I Believe I Already Have Favorite Game of 2026.
Following my time with more than 200 fresh titles this year, It's time to turning the page on 2025. My annual roundup is published, and I'm satisfied with the final results, accepting that a host of excellent games probably slipped under the radar. Currently, my only job is to but sit back, disconnect briefly, and perhaps take a refreshing hike in the— ah crap, discovered one more brilliant title. So much for my intentions!
A Surprising Favorite Surfaces
In my more laid-back sessions, often set aside for a selection of unusual games, I've come across what could be my first favorite game of 2026. Sol Cesto is a peculiar procedural dungeon crawler for Windows PC that deconstructs a classic dungeon crawler into a luck-based game of significant risk danger and payoff. Consider this an early adopter's heads-up: If you enjoy in knowing about a game before it's cool, test out Sol Cesto so you can punch a hole in your indie credit card.
A Tactical Genre Subversion
Sol Cesto is a tactical roguelike that's unlike anything I've ever played. The concept is that you are tasked with descending into a dungeon, going down level by level on a quest for the sun, which has vanished from its world. When you play, this results in some familiar roguelike structure. Pick a hero who has stats and abilities, clear floor after floor of monsters, acquire some stat improvements (represented as teeth), and defeat a few area guardians. Simple enough!
The Novel Gameplay Loop
How you effectively complete a dungeon room, is unique. Every time you start another stage, you're shown a 4x4 grid of boxes. All spaces holds a monster, a treasure chest, a trap, or a health-restoring fruit. To proceed, you simply click on one of the four rows, but the exact space you end up on is determined by luck.
You could encounter a row with multiple foes, a strawberry, and a reward box in it. You initially will have a quarter likelihood of landing on a particular space in a row.
Subsequently, your chances are recalculated. So do you take the risk, or do you choose on a safer line first and aim for more cautious selections early? That's the tension between chance and safety in action in Sol Cesto, and it's captivating once you get its rhythm.
Influencing Chance
The procedural hook is that your odds can be manipulated over the course of a session by gathering teeth that alter which objects you're more likely to land on. To illustrate, you could acquire a perk that will lower your chances of landing on a trap, but will also decrease the odds of landing on a treasure chest too.
- Creating a build is about influencing the statistics optimally to have a improved likelihood at landing where you want.
- On a particular session, I invested my stat upgrades toward brute force and picked as many teeth possible that would increase my odds of landing on monsters aligned with that strength.
- In another run, I developed my adventurer around reward boxes and paired that with a perk that would debuff nearby foes each time I claimed a reward.
The build options are not endless, but they are sufficient to experiment with to enable you to influence numbers according to your strategy.
A Constant Risk
Of course, it's still a game of chance. There's always the possibility that you have a high probability to select the preferred space but end up landing a monster that would take out your final hit point. All selections is a gamble, so there's a constant tension as you work through a stage and determine if to press onward or to proceed to the subsequent stage as opposed to risking it all.
Consumables including explosive devices aid in reducing the chance, just like some special skills. An adventurer's unique ability, powered up by making four moves, lets gamers to click on a vertical line instead of a horizontal row on a turn. If you play your cards right, you can save that move for an optimal time to sidestep a dangerous choice. There's a shocking level of strategy in the simple act of clicking.
Looking Ahead
Sol Cesto is still in early access, and it has another update to go before the final game is released. A new character and a new boss are expected to drop by the end of January. The 1.0 release likely won't be much later, but the game's developers haven't set a final date yet.
A Concluding Endorsement
Whenever its 1.0 launch occurs, you should consider put Sol Cesto on your wishlist. For the past week, I've been positively obsessed with it, discovering its small details and storing my run rewards every session to unlock a steady stream of permanent unlocks, including new characters and items purchasable while playing. To this day, I have not found the deepest level, and I get the feeling I'll still be pursuing that objective when 1.0 finally hits. I'm committed for the long haul.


What to produce
In the entries below, find the lines with the word "nuclear" and copy them.

Input
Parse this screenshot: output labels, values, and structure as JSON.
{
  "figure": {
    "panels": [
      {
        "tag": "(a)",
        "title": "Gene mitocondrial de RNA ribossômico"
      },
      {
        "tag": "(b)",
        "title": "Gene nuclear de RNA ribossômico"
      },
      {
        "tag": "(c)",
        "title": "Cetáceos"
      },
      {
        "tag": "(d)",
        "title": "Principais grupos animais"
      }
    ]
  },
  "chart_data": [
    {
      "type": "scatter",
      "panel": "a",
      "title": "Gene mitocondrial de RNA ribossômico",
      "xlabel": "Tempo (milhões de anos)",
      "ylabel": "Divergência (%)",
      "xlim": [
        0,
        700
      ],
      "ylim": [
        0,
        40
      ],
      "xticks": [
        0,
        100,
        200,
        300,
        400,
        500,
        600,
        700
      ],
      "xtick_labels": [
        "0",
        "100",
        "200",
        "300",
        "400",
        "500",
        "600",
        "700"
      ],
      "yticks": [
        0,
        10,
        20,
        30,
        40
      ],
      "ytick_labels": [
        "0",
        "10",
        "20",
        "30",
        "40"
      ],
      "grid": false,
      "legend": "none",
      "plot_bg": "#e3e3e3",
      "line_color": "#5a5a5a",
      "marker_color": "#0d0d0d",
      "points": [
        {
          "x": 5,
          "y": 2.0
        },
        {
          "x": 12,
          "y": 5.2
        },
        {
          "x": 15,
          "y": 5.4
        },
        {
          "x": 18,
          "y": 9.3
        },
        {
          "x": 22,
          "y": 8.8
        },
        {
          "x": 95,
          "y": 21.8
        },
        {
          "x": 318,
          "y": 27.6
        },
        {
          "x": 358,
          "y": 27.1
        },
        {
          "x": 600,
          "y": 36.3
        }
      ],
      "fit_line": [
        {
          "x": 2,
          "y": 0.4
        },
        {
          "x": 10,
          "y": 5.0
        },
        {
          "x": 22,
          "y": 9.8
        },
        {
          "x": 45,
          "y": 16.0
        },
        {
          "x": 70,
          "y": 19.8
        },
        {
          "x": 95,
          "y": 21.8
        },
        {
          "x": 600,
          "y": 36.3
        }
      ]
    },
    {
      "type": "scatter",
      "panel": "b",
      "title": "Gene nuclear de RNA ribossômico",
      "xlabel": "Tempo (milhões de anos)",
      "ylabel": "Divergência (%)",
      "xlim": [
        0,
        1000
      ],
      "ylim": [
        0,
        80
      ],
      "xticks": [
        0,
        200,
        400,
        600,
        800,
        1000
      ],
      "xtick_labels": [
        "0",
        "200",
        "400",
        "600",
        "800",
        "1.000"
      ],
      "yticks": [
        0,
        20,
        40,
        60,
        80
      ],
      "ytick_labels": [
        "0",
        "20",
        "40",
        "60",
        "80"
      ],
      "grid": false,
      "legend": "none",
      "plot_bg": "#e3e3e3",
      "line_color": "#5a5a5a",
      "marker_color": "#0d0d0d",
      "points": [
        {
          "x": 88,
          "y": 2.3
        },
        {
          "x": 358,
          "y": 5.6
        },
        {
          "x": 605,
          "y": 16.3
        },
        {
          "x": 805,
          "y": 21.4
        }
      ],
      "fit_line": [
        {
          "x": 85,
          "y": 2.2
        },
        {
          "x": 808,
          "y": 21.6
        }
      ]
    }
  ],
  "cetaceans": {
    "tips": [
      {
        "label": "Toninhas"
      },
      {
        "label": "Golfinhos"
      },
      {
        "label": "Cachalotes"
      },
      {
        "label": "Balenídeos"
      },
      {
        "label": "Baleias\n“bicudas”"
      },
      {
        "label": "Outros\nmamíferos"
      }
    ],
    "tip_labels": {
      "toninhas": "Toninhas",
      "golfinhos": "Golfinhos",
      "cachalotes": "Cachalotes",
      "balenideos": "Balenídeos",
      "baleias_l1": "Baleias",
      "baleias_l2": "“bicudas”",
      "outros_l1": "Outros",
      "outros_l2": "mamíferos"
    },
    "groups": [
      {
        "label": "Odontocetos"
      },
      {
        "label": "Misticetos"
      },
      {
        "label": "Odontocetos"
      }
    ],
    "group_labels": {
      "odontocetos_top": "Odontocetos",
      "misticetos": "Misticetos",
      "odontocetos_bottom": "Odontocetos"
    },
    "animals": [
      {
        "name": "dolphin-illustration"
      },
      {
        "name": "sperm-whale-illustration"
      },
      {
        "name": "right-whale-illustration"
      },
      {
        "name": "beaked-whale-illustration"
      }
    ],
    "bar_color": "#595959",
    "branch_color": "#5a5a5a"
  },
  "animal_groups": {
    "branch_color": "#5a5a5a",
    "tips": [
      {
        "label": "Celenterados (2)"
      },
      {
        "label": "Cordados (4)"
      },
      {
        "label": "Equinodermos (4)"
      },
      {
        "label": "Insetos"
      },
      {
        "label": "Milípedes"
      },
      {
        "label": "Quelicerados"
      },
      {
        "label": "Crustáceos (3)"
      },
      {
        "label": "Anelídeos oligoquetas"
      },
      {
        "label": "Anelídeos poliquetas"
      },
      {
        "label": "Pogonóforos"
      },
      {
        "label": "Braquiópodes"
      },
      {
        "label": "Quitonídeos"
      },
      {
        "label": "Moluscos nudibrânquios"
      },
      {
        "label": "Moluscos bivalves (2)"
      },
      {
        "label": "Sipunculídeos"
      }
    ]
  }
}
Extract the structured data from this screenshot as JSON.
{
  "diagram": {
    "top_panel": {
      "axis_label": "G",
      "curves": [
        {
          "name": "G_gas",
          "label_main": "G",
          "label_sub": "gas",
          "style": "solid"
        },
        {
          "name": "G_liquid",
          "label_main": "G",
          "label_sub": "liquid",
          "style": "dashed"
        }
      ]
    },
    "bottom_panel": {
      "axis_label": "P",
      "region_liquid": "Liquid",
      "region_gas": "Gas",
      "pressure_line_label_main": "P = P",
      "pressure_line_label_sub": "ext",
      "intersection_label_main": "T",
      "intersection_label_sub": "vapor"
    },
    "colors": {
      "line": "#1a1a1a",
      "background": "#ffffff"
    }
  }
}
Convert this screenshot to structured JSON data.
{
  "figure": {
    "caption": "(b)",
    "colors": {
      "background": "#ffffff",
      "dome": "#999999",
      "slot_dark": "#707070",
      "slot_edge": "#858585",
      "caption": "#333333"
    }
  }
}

==

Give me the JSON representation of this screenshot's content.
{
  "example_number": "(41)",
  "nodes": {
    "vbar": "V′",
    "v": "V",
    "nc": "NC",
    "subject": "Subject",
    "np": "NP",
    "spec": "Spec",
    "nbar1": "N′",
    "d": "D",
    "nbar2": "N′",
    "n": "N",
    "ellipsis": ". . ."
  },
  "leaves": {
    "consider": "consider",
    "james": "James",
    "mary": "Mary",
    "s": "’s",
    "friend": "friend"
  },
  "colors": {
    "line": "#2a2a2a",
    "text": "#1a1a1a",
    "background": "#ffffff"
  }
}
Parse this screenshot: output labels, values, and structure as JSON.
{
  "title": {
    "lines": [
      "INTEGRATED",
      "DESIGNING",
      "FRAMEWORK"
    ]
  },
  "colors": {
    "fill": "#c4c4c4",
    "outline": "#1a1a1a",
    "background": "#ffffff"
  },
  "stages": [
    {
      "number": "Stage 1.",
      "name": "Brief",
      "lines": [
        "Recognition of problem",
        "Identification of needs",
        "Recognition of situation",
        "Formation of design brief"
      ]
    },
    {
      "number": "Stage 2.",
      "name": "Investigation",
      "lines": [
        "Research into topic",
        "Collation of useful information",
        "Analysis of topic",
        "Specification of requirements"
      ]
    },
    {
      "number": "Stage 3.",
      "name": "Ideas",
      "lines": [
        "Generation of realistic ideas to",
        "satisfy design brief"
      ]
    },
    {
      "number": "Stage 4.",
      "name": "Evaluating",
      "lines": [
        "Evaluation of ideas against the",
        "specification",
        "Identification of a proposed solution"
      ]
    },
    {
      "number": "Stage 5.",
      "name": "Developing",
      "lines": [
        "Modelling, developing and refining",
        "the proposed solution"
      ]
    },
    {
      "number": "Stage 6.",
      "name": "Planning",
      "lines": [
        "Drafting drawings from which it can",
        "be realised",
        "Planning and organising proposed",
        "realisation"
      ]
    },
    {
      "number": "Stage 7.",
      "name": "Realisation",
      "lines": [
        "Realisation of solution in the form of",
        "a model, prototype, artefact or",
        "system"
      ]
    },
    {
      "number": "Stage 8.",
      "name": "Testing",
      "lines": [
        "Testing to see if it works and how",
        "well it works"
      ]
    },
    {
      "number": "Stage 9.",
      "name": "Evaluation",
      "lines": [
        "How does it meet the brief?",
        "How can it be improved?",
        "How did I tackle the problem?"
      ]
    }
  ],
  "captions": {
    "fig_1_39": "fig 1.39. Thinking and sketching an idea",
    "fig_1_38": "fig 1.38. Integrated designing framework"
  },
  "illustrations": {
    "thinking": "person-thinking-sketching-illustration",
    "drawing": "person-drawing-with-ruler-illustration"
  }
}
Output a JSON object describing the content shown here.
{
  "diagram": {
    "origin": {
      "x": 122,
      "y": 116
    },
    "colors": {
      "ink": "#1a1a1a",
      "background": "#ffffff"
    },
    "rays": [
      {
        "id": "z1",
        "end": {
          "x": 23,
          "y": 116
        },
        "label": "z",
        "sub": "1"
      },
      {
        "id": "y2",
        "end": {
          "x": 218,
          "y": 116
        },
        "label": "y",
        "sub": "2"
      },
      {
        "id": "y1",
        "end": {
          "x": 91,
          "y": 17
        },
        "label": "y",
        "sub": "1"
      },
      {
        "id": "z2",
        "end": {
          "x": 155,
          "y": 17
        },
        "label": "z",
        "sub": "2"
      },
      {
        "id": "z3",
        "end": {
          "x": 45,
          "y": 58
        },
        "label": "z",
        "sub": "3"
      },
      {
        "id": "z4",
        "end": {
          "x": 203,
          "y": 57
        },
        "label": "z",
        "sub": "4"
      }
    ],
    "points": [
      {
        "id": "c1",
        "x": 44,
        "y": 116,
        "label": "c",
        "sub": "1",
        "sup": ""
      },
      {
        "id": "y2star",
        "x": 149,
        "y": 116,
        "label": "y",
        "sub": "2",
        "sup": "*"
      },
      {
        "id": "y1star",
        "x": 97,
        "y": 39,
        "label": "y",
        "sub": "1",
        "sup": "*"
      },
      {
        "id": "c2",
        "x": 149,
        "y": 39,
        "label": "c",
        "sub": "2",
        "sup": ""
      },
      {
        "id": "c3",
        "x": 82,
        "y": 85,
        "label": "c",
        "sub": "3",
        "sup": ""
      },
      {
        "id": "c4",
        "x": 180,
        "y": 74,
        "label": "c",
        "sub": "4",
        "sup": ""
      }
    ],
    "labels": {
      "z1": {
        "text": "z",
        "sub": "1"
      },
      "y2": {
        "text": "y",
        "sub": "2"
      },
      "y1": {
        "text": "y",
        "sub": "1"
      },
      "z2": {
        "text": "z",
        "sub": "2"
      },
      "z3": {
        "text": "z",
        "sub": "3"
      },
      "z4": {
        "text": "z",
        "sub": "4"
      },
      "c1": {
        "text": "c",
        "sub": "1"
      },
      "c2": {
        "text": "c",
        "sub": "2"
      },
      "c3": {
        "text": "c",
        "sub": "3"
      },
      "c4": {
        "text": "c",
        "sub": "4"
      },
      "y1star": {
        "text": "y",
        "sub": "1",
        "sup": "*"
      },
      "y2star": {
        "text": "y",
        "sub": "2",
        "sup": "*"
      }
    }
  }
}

Exercise output
        "title": "Gene nuclear de RNA ribossômico"
      "title": "Gene nuclear de RNA ribossômico",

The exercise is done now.